Johnuniq (talk) 02:47, 2 May 2020 (UTC)[reply]

@Johnuniq: At the moment the way to get a new language code working is to add Wiktionary's language name in data["languages"] in Module:Language/data; in this case
["rkt"] = {
	["name"] = "Kamta",
},
To find the language name, I looked for the language code or language name in the search box in wikt:Module:languages, and found the most appropriate entry in one of the modules that start with Module:languages/data (in this case, wikt:Module:languages/data3/r), and got its field 1, which is the "canonical name" used in language headers. Here the Wiktionary and ISO codes agree and Wiktionary has one of the ISO 639-3 names, but that's not always the case.
This process is not especially obvious to people who aren't familiar with Wiktionary's language data. I think it could be simplified by maintaining a local copy of the necessary data (language name and entry name replacements) here and creating a mapping from ISO code (or maybe multi-part IETF language tag) to Wiktionary language, though I'm not sure of all the details. — Eru·tuon 21:08, 9 November 2020 (UTC)[reply]
@Eruton: Thanks, I'll bear this in mind and your post is a record of what to do in the future. However the fix is not currently needed and it's above my language understanding so I'll leave it. Johnuniq (talk) 23:27, 9 November 2020 (UTC)[reply]

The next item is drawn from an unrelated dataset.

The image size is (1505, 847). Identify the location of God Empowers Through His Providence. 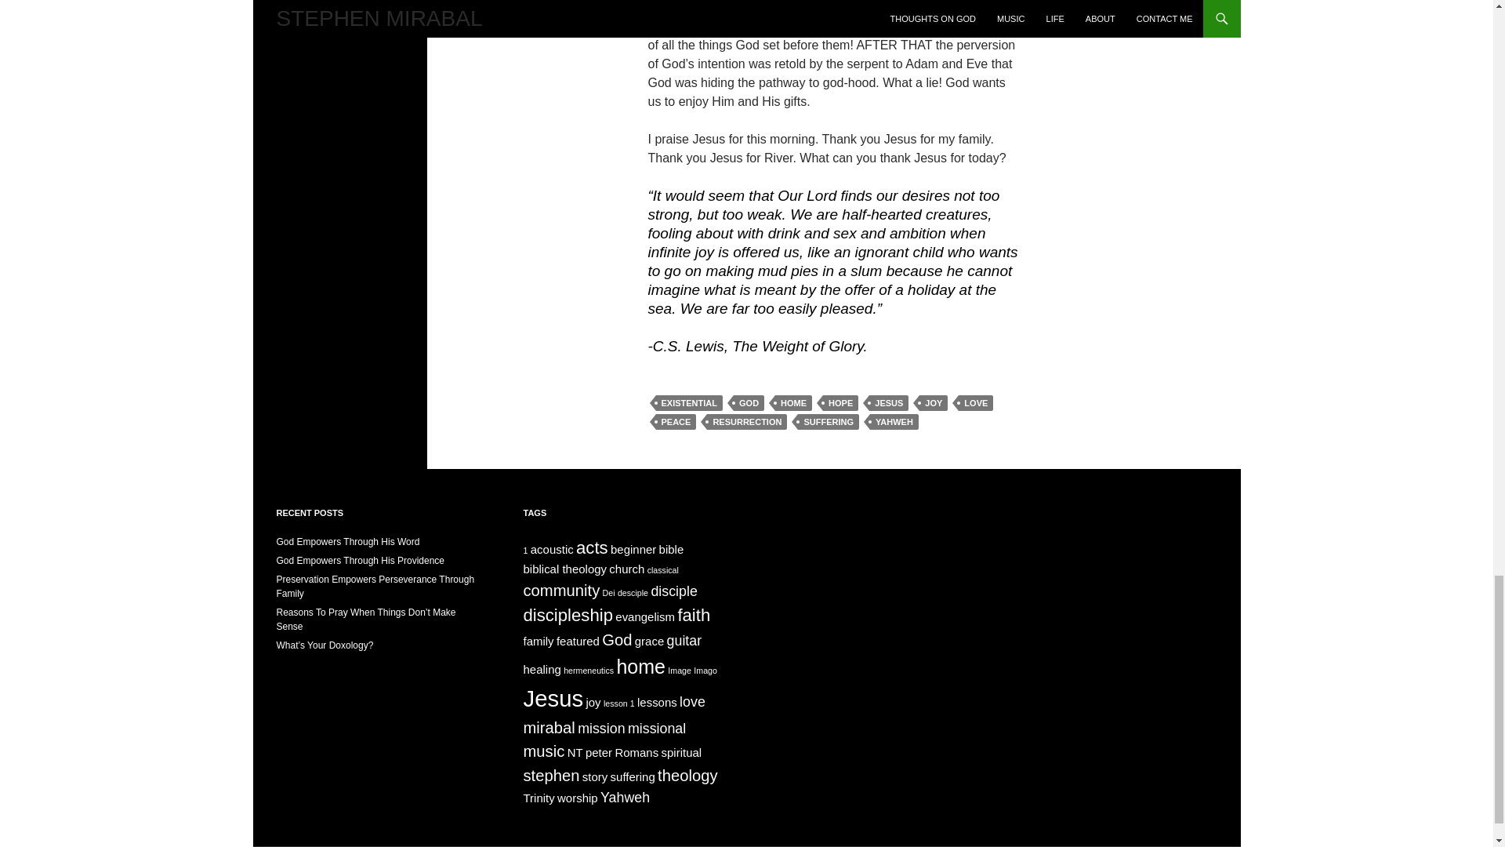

Slavic languages ISO 639-2 / 5 code absent

sla the ISO 639-2 / 5 code for the Slavic languages[1] isn't entered here and I get an error when trying to format things as that in {{Wikt-lang}}. I have no idea how to enter it otherwise I would've tried. —I'llbeyourbeach (talk) 13:43, 9 November 2020 (UTC)[reply]

This template is for linking to language headers in Wiktionary entries, and "Slavic languages" is not a valid language header (nor would "Germanic languages", gem, be). Are you trying to link to the Wiktionary entry for a word in a particular Slavic language or something else? — Eru·tuon 19:49, 9 November 2020 (UTC)[reply]

WP's wikt-lang should support Wiktionary's language codes

See wikt:Wiktionary:List of languages/special.

Example: Old Irish is designated sga.

Hm. It seems to have worked here. But it didn't when I was editing (in draft) Ollam just now; gave an error about unsupported language code. Unable to replicate. Sai ¿? 11:05, 15 March 2021 (UTC)[reply]

  1. ^ "sla | ISO 639-3". iso639-3.sil.org. Retrieved 2020-11-09.